As a Home Depot shareholder, I once wrote to Bob to complain about the decline in service at Home Depot, even the flagship Atlanta stores.
I received a nicely worded form letter in return. Even now, my stock languishes, thanks to the destruction Bob brought about.
The fact that they paid him $210MM to leave is what soured me to the company.
Home Depot is what happens when you attempt to apply Six Sigma, a manufacturing process improvement strategy, to a service-based organization. It is one thing when your business is producing widgets. It doesn’t work when you’re trying to sell those widgets.
Near me in Maryland, Home Depot has improved from horrendous to “not all that bad” in the past couple of years.
I still won’t buy anything I can’t pick off the shelf and carry to the register, but given their lack of local competition, it does make life easier.
I lived in Atlanta when Nardelli was brought in to wreak his havoc. I had neighbors, friends, and acquaintences that had worked in Home Depot for years. Almost overnight, i seemed, he destroyed the culture of the company that had made them successful. People went from feeling proud of their career, and the company they worked for, to hating their jobs. It was said around the corporate office the question wasn’t would you be fired, but when. I hope their is a special, much hotter in place in hell, for people like him.
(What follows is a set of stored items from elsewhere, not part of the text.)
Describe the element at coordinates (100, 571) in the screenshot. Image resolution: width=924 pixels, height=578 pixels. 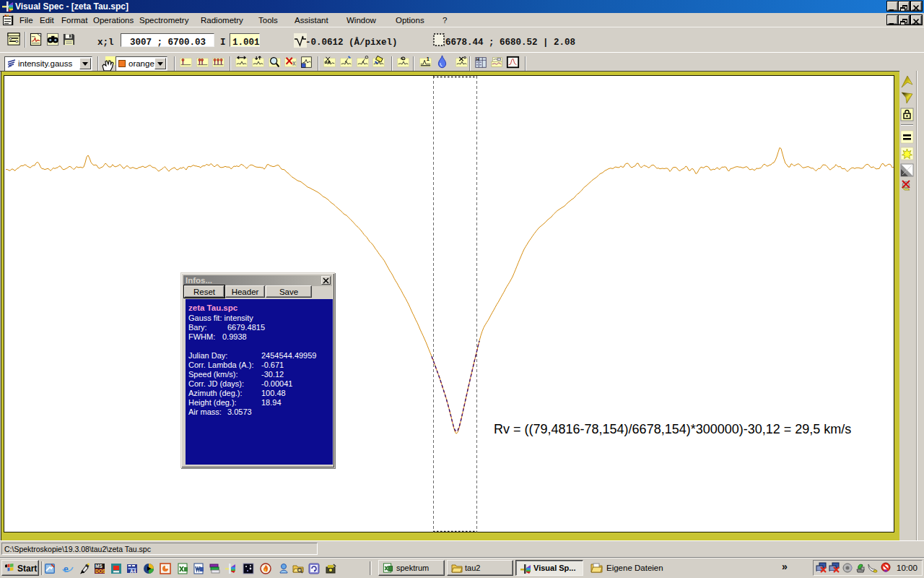
I see `svg-text: DOS` at that location. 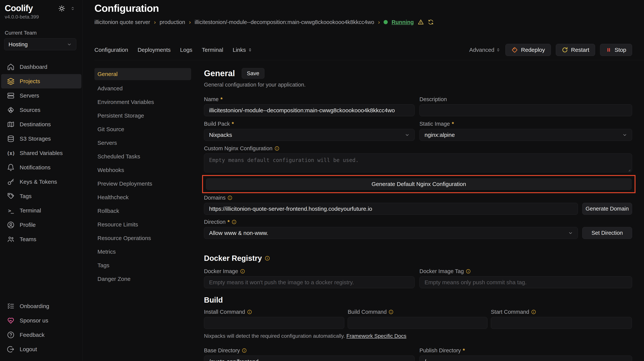 I want to click on section-subtitle: General configuration for your applicati…, so click(x=418, y=85).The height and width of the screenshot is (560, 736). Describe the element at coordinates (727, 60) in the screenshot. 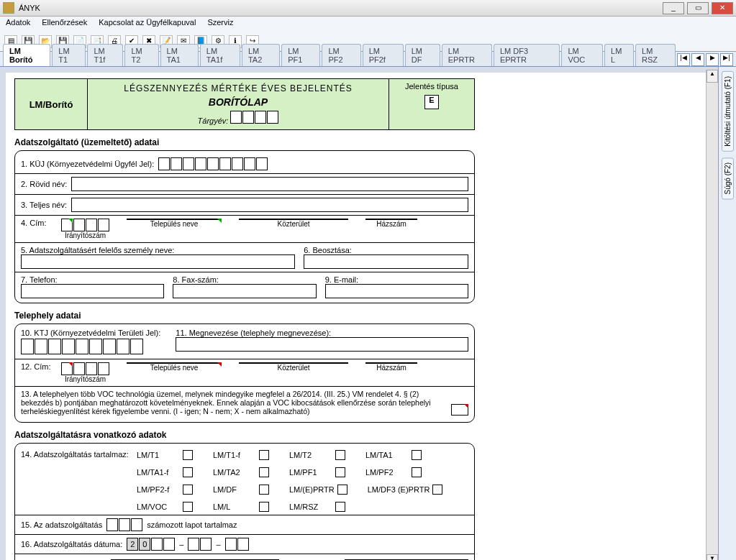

how many lives and peoples’ 401k has this guy destroyed…
For all of you referencing Home Depot and the downward spiral of that company due to Nardelli, you couldn’t be more correct. +Infinity to you all.
Submarine Captain, or Italian Cruise Ship Captain?
Back in December of 2008, I was at Chrysler’s pilot plant in Auburn Hills as the first of the new WKs were rolling through final checkout. Bob walked down to the floor and was given the keys to one of the first prototypes for the holiday break. I stood by and watched one of the engineers explain how things worked:
“This is for your windshield wipers… this is for your headlights… this is for your turn signals…”
It was that exact moment when I realized exactly how screwed Chrysler was.
Love him or hate him, Sergio is no doubt a major improvement over the Cerberus clowns that they employed.
O.-M.-G. – I don’t think I could have borne that.
How do these asshats manage to stay employed?
I keep getting into arguments on other internet forums with socialists about whether or not the rich deserve to be rich, whether they ‘earn’ their money.. then I see stuff like This Guy, and I become more convinced that it’s not about skill or talent when it comes to these rarefied upper-strata of corporate executive leverage… it’s about who saved who’s blue-blood scion from drowning in his own vomit at a frat party back in their ivy-league days.